Reusable HTTP trace logger with sensitive data redaction.

This class provides httpx event hooks for logging HTTP requests and responses at TRACE level with automatic redaction of sensitive data.

Parameters:
  • logger (logging.Logger) – Logger instance to use for trace output.

  • trace_level (int) – Logging level for trace messages (default: 5 for TRACE).

  • sensitive_keys (frozenset[str] | None) – Set of keys to redact in request bodies.

  • pretty_print (bool) – Whether to pretty-print JSON responses.

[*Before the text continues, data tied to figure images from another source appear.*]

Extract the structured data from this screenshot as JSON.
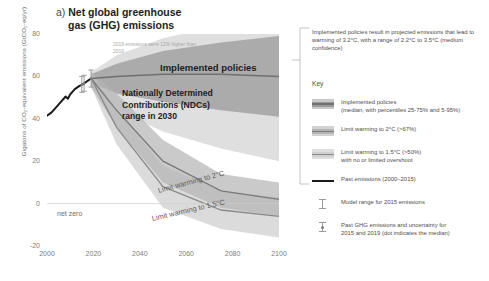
{
  "chart_data": {
    "type": "area",
    "title": "a) Net global greenhouse gas (GHG) emissions",
    "panel_marker": "a)",
    "title_line1": "Net global greenhouse",
    "title_line2": "gas (GHG) emissions",
    "xlabel": "",
    "ylabel": "Gigatons of CO₂-equivalent emissions (GtCO₂-eq/yr)",
    "xlim": [
      2000,
      2100
    ],
    "ylim": [
      -20,
      80
    ],
    "xticks": [
      "2000",
      "2020",
      "2040",
      "2060",
      "2080",
      "2100"
    ],
    "yticks": [
      "80",
      "60",
      "40",
      "20",
      "0",
      "-20"
    ],
    "grid": false,
    "legend_position": "right",
    "annotations": [
      {
        "name": "implemented-policies",
        "text": "Implemented policies",
        "x": 2058,
        "y": 63
      },
      {
        "name": "ndc-range",
        "text": "Nationally Determined Contributions (NDCs) range in 2030",
        "x": 2032,
        "y": 52
      },
      {
        "name": "net-zero",
        "text": "net zero",
        "x": 2003,
        "y": 0
      },
      {
        "name": "limit-2c",
        "text": "Limit warming to 2°C",
        "x": 2048,
        "y": 16
      },
      {
        "name": "limit-15c",
        "text": "Limit warming to 1.5°C",
        "x": 2046,
        "y": 8
      },
      {
        "name": "emissions-note",
        "text": "2019 emissions were 12% higher than 2010",
        "x": 2025,
        "y": 74
      }
    ],
    "series": [
      {
        "name": "Past emissions (2000–2015)",
        "type": "line",
        "color": "#1a1a1a",
        "x": [
          2000,
          2002,
          2004,
          2006,
          2008,
          2009,
          2010,
          2012,
          2014,
          2015,
          2019
        ],
        "values": [
          41.5,
          43.0,
          45.5,
          48.0,
          50.5,
          49.5,
          51.5,
          54.0,
          55.5,
          56.0,
          59.0
        ]
      },
      {
        "name": "Implemented policies",
        "type": "band",
        "color": "#8c8c8c",
        "x": [
          2019,
          2030,
          2050,
          2075,
          2100
        ],
        "median": [
          59,
          60,
          61,
          61,
          60
        ],
        "p25_75_low": [
          57,
          52,
          48,
          44,
          41
        ],
        "p25_75_high": [
          61,
          66,
          72,
          76,
          79
        ],
        "p5_95_low": [
          55,
          44,
          34,
          26,
          20
        ],
        "p5_95_high": [
          62,
          70,
          78,
          84,
          88
        ]
      },
      {
        "name": "Limit warming to 2°C (>67%)",
        "type": "band",
        "color": "#b0b0b0",
        "x": [
          2019,
          2030,
          2050,
          2075,
          2100
        ],
        "median": [
          59,
          44,
          20,
          6,
          2
        ],
        "low": [
          55,
          36,
          10,
          -2,
          -6
        ],
        "high": [
          62,
          52,
          30,
          14,
          10
        ]
      },
      {
        "name": "Limit warming to 1.5°C (>50%) with no or limited overshoot",
        "type": "band",
        "color": "#c9c9c9",
        "x": [
          2019,
          2030,
          2050,
          2075,
          2100
        ],
        "median": [
          59,
          36,
          8,
          -3,
          -6
        ],
        "low": [
          55,
          28,
          -2,
          -12,
          -16
        ],
        "high": [
          62,
          44,
          18,
          6,
          3
        ]
      }
    ],
    "error_bars": [
      {
        "name": "Model range for 2015 emissions",
        "x": 2015,
        "low": 52.5,
        "high": 60.0,
        "median": 56.0
      },
      {
        "name": "Past GHG emissions 2015",
        "x": 2016,
        "low": 53.0,
        "high": 60.5,
        "median": 56.5
      },
      {
        "name": "Past GHG emissions 2019",
        "x": 2019,
        "low": 55.0,
        "high": 63.0,
        "median": 59.0
      }
    ]
  },
  "right_panel": {
    "note": "Implemented policies result in projected emissions that lead to warming of 3.2°C, with a range of 2.2°C to 3.5°C (medium confidence)",
    "key_heading": "Key",
    "key_items": [
      {
        "label_line1": "Implemented policies",
        "label_line2": "(median, with percentiles 25-75% and 5-95%)",
        "swatch": "band-dark"
      },
      {
        "label_line1": "Limit warming to 2°C (>67%)",
        "label_line2": "",
        "swatch": "band-mid"
      },
      {
        "label_line1": "Limit warming to 1.5°C (>50%)",
        "label_line2": "with no or limited overshoot",
        "swatch": "band-light"
      },
      {
        "label_line1": "Past emissions (2000–2015)",
        "label_line2": "",
        "swatch": "solid-line"
      },
      {
        "label_line1": "Model range for 2015 emissions",
        "label_line2": "",
        "swatch": "error-bar"
      },
      {
        "label_line1": "Past GHG emissions and uncertainty for",
        "label_line2": "2015 and 2019 (dot indicates the median)",
        "swatch": "error-bar-dot"
      }
    ]
  },
  "colors": {
    "implemented": "#8c8c8c",
    "two_c": "#b0b0b0",
    "one_five_c": "#c9c9c9",
    "past": "#1a1a1a",
    "text": "#4e4e4e"
  }
}
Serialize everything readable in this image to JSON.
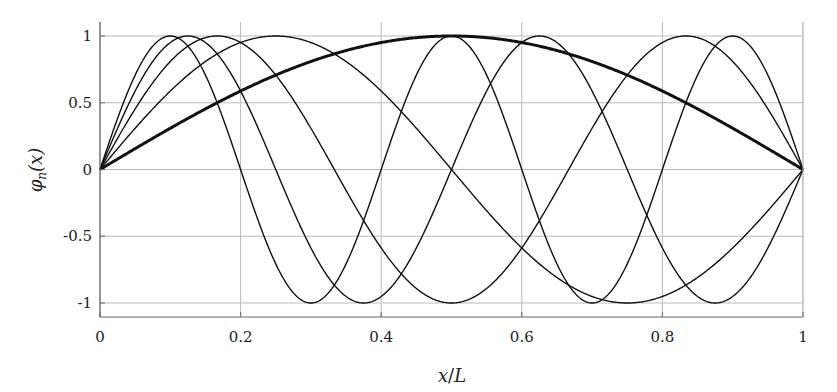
{
  "chart_data": {
    "type": "line",
    "title": "",
    "xlabel": "x/L",
    "ylabel": "φ_n(x)",
    "xlim": [
      0,
      1
    ],
    "ylim": [
      -1.1,
      1.1
    ],
    "grid": true,
    "legend": null,
    "x_ticks": [
      "0",
      "0.2",
      "0.4",
      "0.6",
      "0.8",
      "1"
    ],
    "y_ticks": [
      "1",
      "0.5",
      "0",
      "-0.5",
      "-1"
    ],
    "function": "sin(n*pi*x)",
    "series": [
      {
        "name": "n=1",
        "n": 1,
        "line_width": 3,
        "peaks_at": [
          0.5
        ]
      },
      {
        "name": "n=2",
        "n": 2,
        "line_width": 1.4,
        "peaks_at": [
          0.25,
          0.75
        ]
      },
      {
        "name": "n=3",
        "n": 3,
        "line_width": 1.4,
        "peaks_at": [
          0.1667,
          0.5,
          0.8333
        ]
      },
      {
        "name": "n=4",
        "n": 4,
        "line_width": 1.4,
        "peaks_at": [
          0.125,
          0.375,
          0.625,
          0.875
        ]
      },
      {
        "name": "n=5",
        "n": 5,
        "line_width": 1.4,
        "peaks_at": [
          0.1,
          0.3,
          0.5,
          0.7,
          0.9
        ]
      }
    ]
  },
  "axes": {
    "x_label_main": "x",
    "x_label_slash": "/",
    "x_label_denom": "L",
    "y_label_phi": "φ",
    "y_label_sub": "n",
    "y_label_arg": "(x)"
  },
  "colors": {
    "line": "#111111",
    "grid": "#bbbbbb",
    "axis": "#666666"
  }
}
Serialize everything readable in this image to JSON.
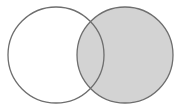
{
  "diagram": {
    "type": "venn",
    "sets": [
      {
        "id": "left",
        "cx": 56,
        "cy": 55,
        "r": 48,
        "fill": "#ffffff",
        "stroke": "#6e6e6e"
      },
      {
        "id": "right",
        "cx": 125,
        "cy": 55,
        "r": 48,
        "fill": "#d3d3d3",
        "stroke": "#6e6e6e"
      }
    ],
    "shaded_region": "right"
  }
}
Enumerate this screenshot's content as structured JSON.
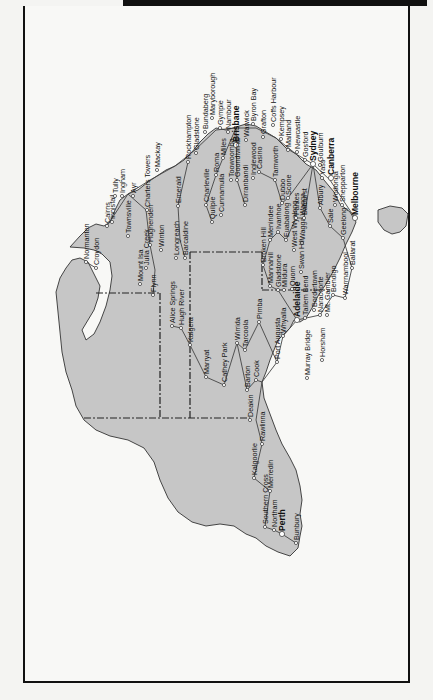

  • max_body_length (int) – Maximum response body length before truncation.

Examples

>>> import logging
>>> import httpx
>>> from kstlib.utils.http_trace import HTTPTraceLogger
>>> tracer = HTTPTraceLogger(logging.getLogger(__name__))
>>> client = httpx.Client(
...     event_hooks={
...         "request": [tracer.on_request],
...         "response": [tracer.on_response],
...     }
... )
__init__(self, logger: 'logging.Logger', *, trace_level: 'int' = 5, sensitive_keys: 'frozenset[str] | None' = None, pretty_print: 'bool' = True, max_body_length: 'int' = 2000) 'None' -> None[source]

Initialize the HTTP trace logger.

property sensitive_keys: frozenset[str]

Return the set of sensitive keys being redacted.

configure(self, *, pretty_print: 'bool | None' = None, max_body_length: 'int | None' = None) 'None' -> None[source]

Update trace configuration at runtime.

Parameters:
  • pretty_print (bool | None) – Whether to pretty-print JSON responses.

  • max_body_length (int | None) – Maximum response body length before truncation.

on_request(self, request: 'httpx.Request') 'None' -> None[source]

Httpx event hook for outgoing requests (TRACE logging).

Redacts sensitive data in request body and Authorization headers.

Parameters:

request (httpx.Request) – The outgoing HTTP request.

on_response(self, response: 'httpx.Response') 'None' -> None[source]

Httpx event hook for incoming responses (TRACE logging).

Optionally pretty-prints JSON and truncates long bodies.

Parameters:

response (httpx.Response) – The incoming HTTP response.